Execution Escrow
The Execution Escrow is the core primitive in the Nava pipeline. It is a workflow where a multi-party computation (MPC) wallet holds user resources (tokens, permissions) and enforces rules about when and how those resources can be used.
An agent cannot execute a transaction directly. It proposes an action to escrow, and escrow only releases funds once the required verification approvals are met.
Execution Agent
The AI agent acts on behalf of a user. It receives a natural-language intent (e.g., “swap 1 ETH for USDC on the best pool”), reasons about which protocol and parameters to use, and produces a transaction proposal along with a structured reasoning trace explaining how it arrived at that proposal.
Agents can be:
- Nava UI agents, built into the Nava client as an assistant-style interface
- Self-hosted agents, built by developers using the Nava SDK or MCP Server
Escrow Contracts
Key contracts deployed on NavaChain:
- AgentInboxFactory: Creates per-agent inboxes for receiving proposals
- AccountRegistry: Maps users to their escrow accounts
- VerificationServicesRegistry: Tracks registered verification services and their capabilities
SDK and MCP Server
The Execution Escrow SDK and MCP Server are the integration points for developers. Agents use them to:
- Submit transaction proposals (calldata + intent) to escrow
- Encrypt payloads before on-chain submission
- Poll for verification status
- Optionally enable autonomous execution on approval
The MCP (Model Context Protocol) server provides a tool-calling interface that LLM-based agents can use natively. The TypeScript SDK offers the same capabilities for direct programmatic integration.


PROBLEM DETAILS – Pictures should be omitted; restate word for word the lines from the one holding "What region is *footwear* in?" through the last line of the entries below.
┌──
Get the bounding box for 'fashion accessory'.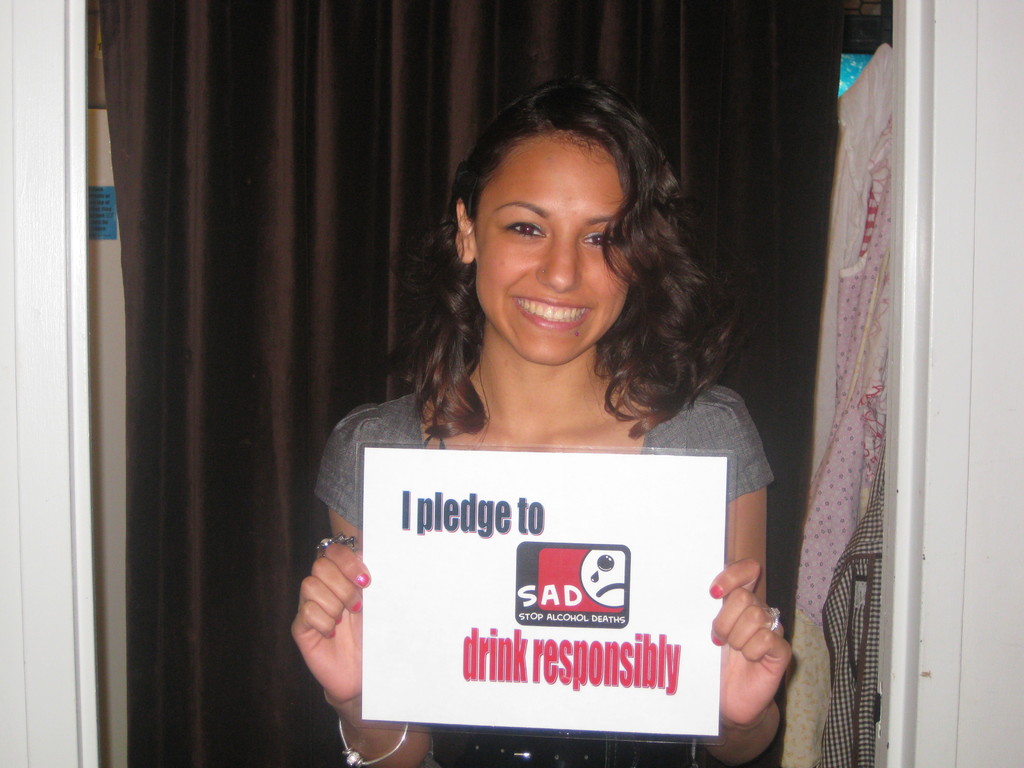
pyautogui.locateOnScreen(709, 585, 723, 598).
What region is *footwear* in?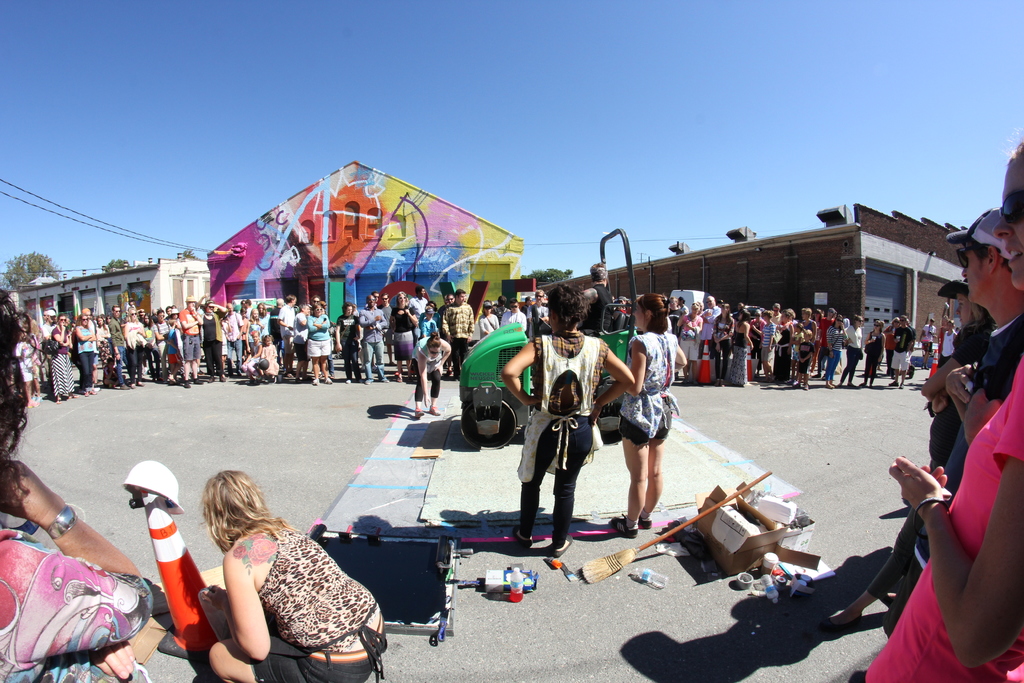
bbox(868, 383, 876, 388).
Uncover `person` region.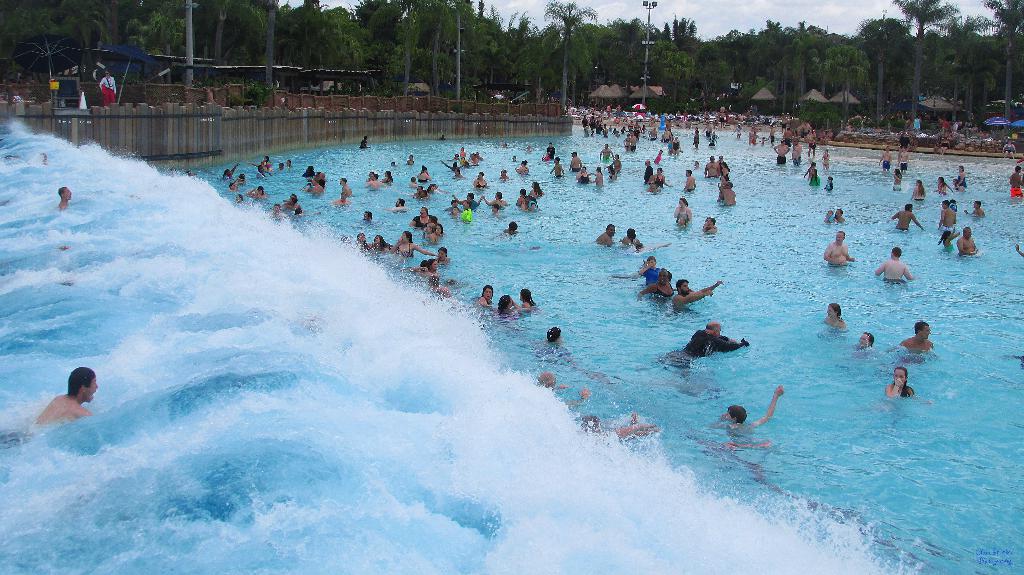
Uncovered: [668, 277, 724, 312].
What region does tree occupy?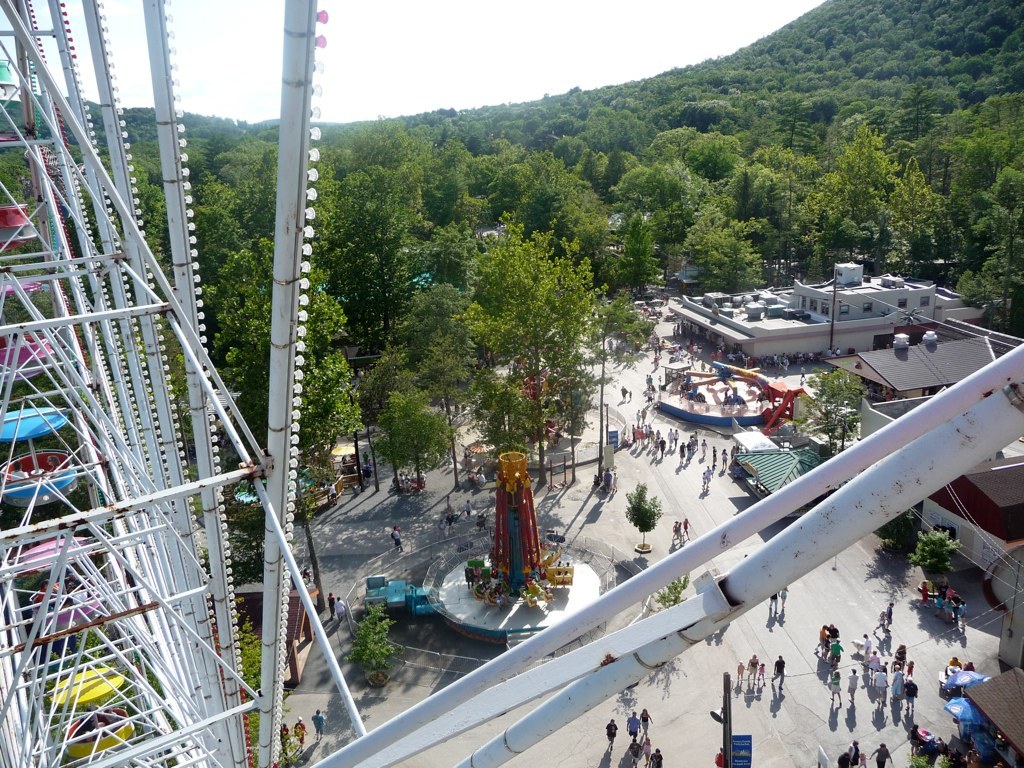
box(652, 126, 736, 175).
└──
TASK ANSWER –
What region is *footwear* in?
bbox(868, 383, 876, 388).
Uncover `person` region.
Uncovered: [668, 277, 724, 312].
What region does tree occupy?
box(652, 126, 736, 175).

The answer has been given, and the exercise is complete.